Twilight took a deep breath. "Starlight," she said. "Tell me you can know that there are mysteries like that in the world and not feel like there should be a way for you to fix everything that happened to you?"

"Who gets to decide what there should and shouldn't be, Twilight?" Starlight turned her back on her again, the sunlight starting to touch the ground. "I need to finish. We're almost to the end, and once the story is over you can speak to your heart's content about regret and what should be possible."

"We get to decide!" Twilight's ears rose in indignation. "If there's something that isn't right, we can tell! That's part of being a pony! Even the ponies I've met who were in the wrong or needed to be stopped all had real grievances about things that were wrong with their lives!"

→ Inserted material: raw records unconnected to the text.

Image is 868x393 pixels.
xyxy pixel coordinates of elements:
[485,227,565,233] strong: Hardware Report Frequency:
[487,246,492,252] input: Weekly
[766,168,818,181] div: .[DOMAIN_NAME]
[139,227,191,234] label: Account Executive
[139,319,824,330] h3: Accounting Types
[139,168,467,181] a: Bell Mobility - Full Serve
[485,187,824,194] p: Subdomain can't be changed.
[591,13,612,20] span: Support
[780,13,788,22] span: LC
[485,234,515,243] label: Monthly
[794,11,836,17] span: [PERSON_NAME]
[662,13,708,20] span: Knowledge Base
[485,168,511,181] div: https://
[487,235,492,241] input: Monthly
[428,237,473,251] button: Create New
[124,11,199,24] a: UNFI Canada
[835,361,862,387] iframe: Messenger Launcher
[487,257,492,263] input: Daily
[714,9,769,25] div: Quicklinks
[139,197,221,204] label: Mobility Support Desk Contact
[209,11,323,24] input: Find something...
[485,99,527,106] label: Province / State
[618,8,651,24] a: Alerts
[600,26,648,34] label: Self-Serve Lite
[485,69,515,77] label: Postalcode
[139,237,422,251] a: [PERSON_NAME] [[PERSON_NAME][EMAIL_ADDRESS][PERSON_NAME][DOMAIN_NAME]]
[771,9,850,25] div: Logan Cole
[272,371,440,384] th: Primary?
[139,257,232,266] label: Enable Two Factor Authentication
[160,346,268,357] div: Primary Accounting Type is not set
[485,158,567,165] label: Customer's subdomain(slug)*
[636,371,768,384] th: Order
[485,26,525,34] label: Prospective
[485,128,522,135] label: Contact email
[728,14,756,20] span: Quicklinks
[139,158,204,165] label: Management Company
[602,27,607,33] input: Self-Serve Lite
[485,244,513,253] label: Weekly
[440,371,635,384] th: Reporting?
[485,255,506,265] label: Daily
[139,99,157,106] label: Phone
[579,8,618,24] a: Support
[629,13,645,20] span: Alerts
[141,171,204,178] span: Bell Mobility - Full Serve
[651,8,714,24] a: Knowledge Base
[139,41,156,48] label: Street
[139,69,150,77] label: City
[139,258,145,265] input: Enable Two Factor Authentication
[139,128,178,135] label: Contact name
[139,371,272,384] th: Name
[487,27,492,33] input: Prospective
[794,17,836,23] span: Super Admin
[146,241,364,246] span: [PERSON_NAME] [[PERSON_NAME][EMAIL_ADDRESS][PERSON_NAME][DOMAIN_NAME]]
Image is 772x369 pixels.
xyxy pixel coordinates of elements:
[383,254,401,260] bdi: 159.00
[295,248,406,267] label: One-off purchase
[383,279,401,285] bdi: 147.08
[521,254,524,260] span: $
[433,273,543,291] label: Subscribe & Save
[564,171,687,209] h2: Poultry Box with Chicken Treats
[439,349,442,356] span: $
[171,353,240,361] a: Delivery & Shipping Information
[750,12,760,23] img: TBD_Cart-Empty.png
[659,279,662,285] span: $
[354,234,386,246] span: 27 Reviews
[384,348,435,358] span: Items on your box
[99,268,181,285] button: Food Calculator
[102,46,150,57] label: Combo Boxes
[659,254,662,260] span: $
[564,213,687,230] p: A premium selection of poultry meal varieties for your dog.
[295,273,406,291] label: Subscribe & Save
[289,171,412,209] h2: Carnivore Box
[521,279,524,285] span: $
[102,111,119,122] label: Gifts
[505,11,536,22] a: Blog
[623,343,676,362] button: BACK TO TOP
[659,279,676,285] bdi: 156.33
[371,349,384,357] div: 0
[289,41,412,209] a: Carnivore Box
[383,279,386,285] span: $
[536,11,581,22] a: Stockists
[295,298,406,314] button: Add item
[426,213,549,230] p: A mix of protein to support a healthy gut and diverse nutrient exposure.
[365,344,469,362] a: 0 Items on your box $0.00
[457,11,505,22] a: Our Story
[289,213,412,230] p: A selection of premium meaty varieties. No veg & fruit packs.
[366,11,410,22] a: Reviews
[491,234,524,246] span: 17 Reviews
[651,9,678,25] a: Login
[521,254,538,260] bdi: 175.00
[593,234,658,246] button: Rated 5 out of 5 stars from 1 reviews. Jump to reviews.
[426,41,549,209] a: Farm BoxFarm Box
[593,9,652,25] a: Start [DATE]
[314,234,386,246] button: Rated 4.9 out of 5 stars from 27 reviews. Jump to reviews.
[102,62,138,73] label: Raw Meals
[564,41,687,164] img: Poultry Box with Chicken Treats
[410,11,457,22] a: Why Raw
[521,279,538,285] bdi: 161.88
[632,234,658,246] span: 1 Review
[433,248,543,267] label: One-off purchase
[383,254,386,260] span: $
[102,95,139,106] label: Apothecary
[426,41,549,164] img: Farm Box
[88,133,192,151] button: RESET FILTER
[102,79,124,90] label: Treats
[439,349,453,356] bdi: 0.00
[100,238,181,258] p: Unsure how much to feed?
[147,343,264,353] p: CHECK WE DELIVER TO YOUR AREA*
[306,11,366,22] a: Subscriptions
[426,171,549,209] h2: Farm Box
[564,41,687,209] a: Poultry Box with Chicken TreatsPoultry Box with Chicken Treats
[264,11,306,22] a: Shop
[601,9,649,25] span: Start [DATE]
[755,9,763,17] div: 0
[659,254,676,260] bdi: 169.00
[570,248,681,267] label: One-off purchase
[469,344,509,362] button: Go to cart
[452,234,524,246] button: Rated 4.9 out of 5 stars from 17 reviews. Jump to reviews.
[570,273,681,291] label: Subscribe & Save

"And what about when you're terrified of making that decision?" Starlight whispered. "What about when you've been told day and night by visions and a filly you don't understand that you will decide something needs to happen someday but you're wrong, and everything suffers as a result? What about when you're a foal whose talent seems to be doing anything, and you know no one could stand up to you if you did? What about when some magical glass shows you that the memory that impacted you most was a memory of watching a vision of what you might do, and catapults it from a lingering fear to the first and only thing you can think about?"

"I stood up to you," Twilight said, a dawn breeze blowing through her mane.

"You didn't stand a chance," Starlight countered, countered, her voice tight. "Even as an alicorn, you had to talk me down."

"But I did, didn't I?" Twilight stepped forward. "And it worked. Because that's what friends do. They talk to each other and tell each other when they're wrong, and they respect each other enough to listen. Maybe you can beat me in a magic fight, but that has nothing to do with it as long as you care enough to listen. Your friends don't have to be stronger than you to be able to protect you from your own bad decisions, no matter how much harm you could cause by making them."

Starlight broke down and crouched, covering her head and crying.

"Shhh," Twilight whispered, touching a wing to her shoulder. "We're taking a break and getting some sleep before we finish. And then if going back to Ponyville and living a normal life is what you need? I'm royalty, and I manage to pull it off sometimes. I'm practically an expert."

She gave an awkward, reassuring smile, and Starlight hiccupped. "I w-was terrified of myself. The seeds were there all along, being sown every step of the way. And then they all sprouted all at once, and I realized I really could cause something like that, because I was strong enough and a-all it would take was choosing the wrong thing to make my goal. Cutie marks are goals, and also the power to help you reach them. I t-thought that without those..."

"It's okay," Twilight consoled, her eyes finding their way to the mark on Starlight's flanks. "I understand."